CC I find it poignant, tender, mundane; why, Saul?
SO Because it’s real, it’s never new, it’s never old, all of it are just sets of things.
CC In the Context of Exchange contains a beautiful stenciled armchair. What’s that for?
SO It’s Matisse—"Good art is like an armchair." Equivalences—an open-ended associativeness, it calls up notions of economics or economy. About what one exchanges for comfort—you pay something, there’s comfort; there’s an exchange.
CC What’s the title Reconstruction Under Duress about?
SO The painting is cut, split and reassembled; the title is from an essay by Adorno on Lukács where he criticizes Lukács who had been a Hegelian/idealist, then in the late 1930s became an apologist for Stalin (practical politics)—Adorno discusses that in Lukács is a resident voice which is always idealistic. So the painting has two halves of a whole, but each one also contains a whole painting, a whole voice. Each is emphatic, there is no in between.
CC In order for me to know your work I have to decode it. Things are symbols, titles refer to real world situations of politics and history; late work plays off earlier work. How we come to know your work, that we must work to know it, builds a connection. In experiencing your work the viewer becomes acutely aware of the importance of her role in causing the piece to be actualized. Is this aspect of your work one which you’ve sought to achieve? And does the fact that you have underproduced it have bearing here?
SO Yes. From the earliest, from the first work I was interested in: how do you get form and content to be at odds with each other? From Brecht whom I was interested in very early. Not just his politics but Brecht as a formalist. He could get these two things to co-exist and conflict with each other so they both become apparent with nothing invisible or taken for granted. Symbols and real world situations of titles; the split between site and sight; work is form and content; viewer is site + sight brings up the double aspect of each: sight = content, site = form.
Finish is equatable with resolution which is equatable with closure, which is equatable with certainty. Underproducing is a metaphorical state. Where one ends up putting the period ends up seeming arbitrary. It allows for a certain uncertainty on the part of the viewer and a (most interesting to me) certain amount of indifference. This state is what I take to be about what’s essential. What’s necessary is that the work be present but that it doesn’t scream for attention. This matter-of-factness, this directness puts what are the essentials of the piece into their clearest state.

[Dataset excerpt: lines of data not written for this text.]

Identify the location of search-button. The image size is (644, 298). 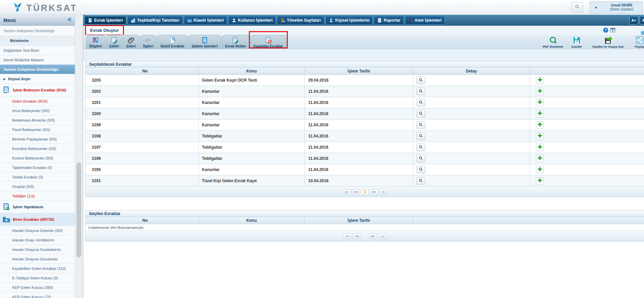
(577, 7). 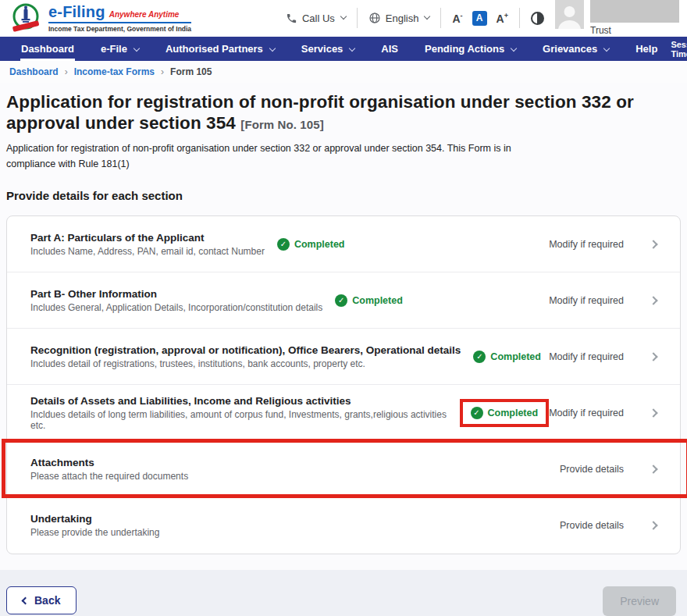 What do you see at coordinates (503, 19) in the screenshot?
I see `font-increase-button: A+` at bounding box center [503, 19].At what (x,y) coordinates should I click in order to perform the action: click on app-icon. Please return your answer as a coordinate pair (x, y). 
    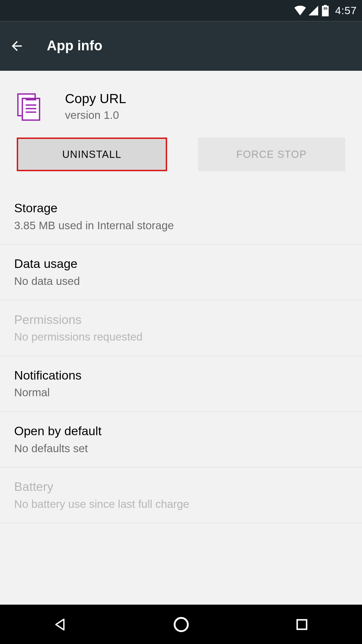
    Looking at the image, I should click on (30, 106).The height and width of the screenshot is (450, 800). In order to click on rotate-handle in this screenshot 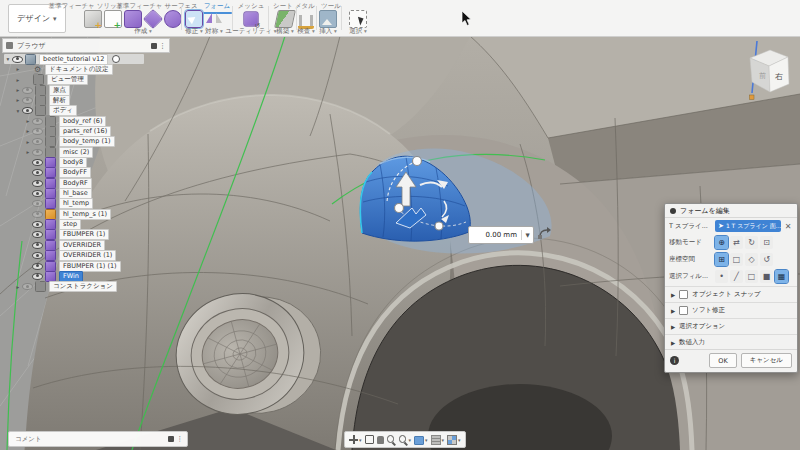, I will do `click(418, 162)`.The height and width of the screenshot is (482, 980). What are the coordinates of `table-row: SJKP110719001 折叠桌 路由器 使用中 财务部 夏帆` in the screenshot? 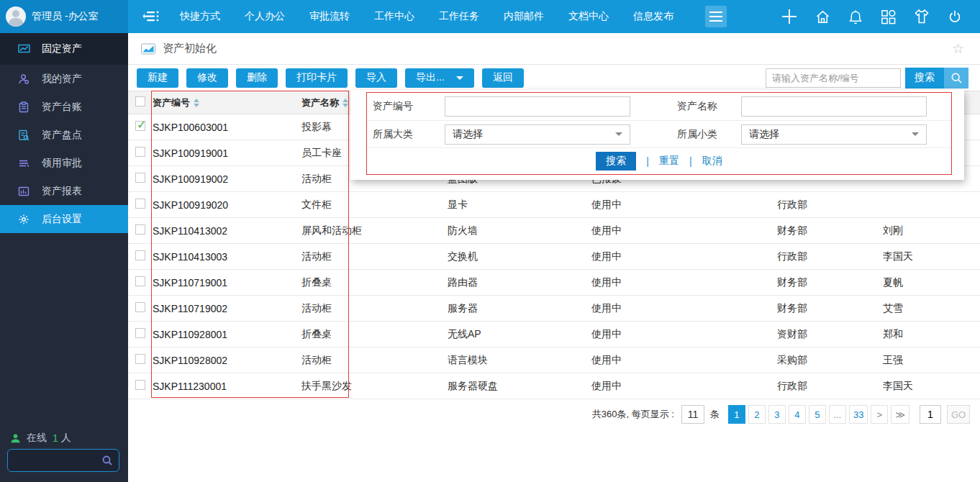 It's located at (554, 283). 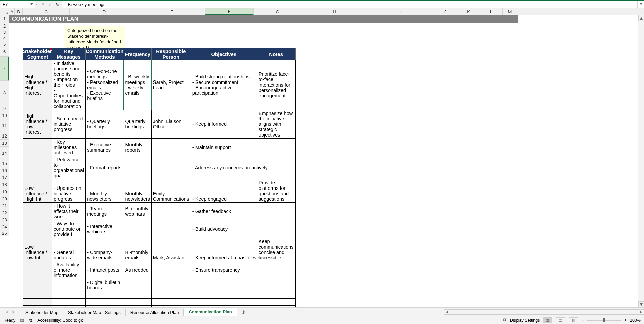 I want to click on tab-nav-first-icon: ◄, so click(x=7, y=312).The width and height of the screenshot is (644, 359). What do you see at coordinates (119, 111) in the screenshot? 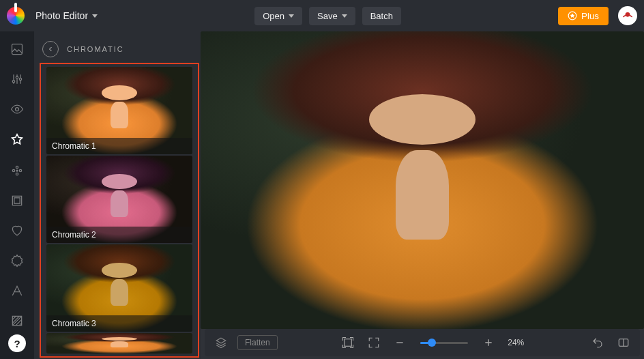
I see `filter-item: Chromatic 1` at bounding box center [119, 111].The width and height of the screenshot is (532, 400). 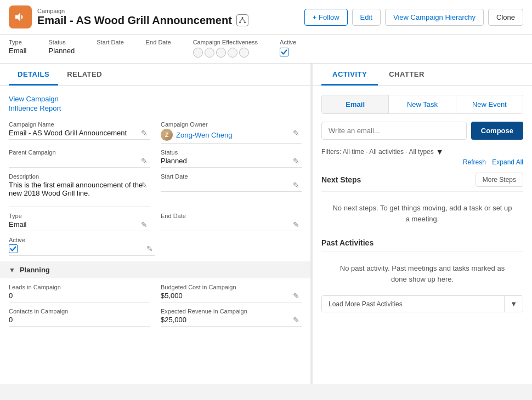 I want to click on active-checkbox, so click(x=284, y=52).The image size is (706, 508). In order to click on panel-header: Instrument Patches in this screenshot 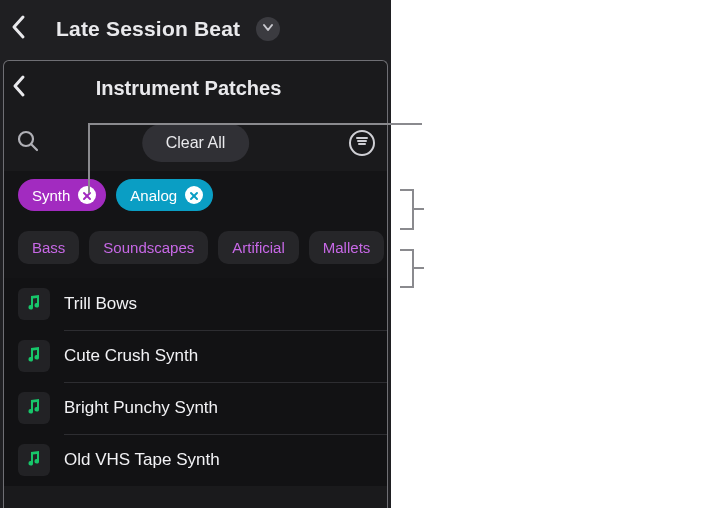, I will do `click(196, 88)`.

CC Some might argue that the intertextual references of your work require a dialecticism which is extrinsic to the visual operation of your work. Do you agree?
SO I think any work—how any of us penetrate a work is—we penetrate with what we know (not of the work or the maker). For me a successful work of art gets penetrated over and over at different levels. One can see glyphs—monopoly, sign systems; then psychologically we see other things. I try to be complex. Setting parameters and possibilities and metaphorizing the gaze. I encourage the viewer to use their knowledge and not worry about if it’s there or not on my part, if they’re getting me or not. My job as an artist is to set up a situation in which the viewer finds their activities interesting. This leads into the idea of the unfinished, a lack of closure, each of these (things) (states) (interpretations) not being the definitive statement, unlike flash card art. What I like about my work is that it’s so easy to misread it.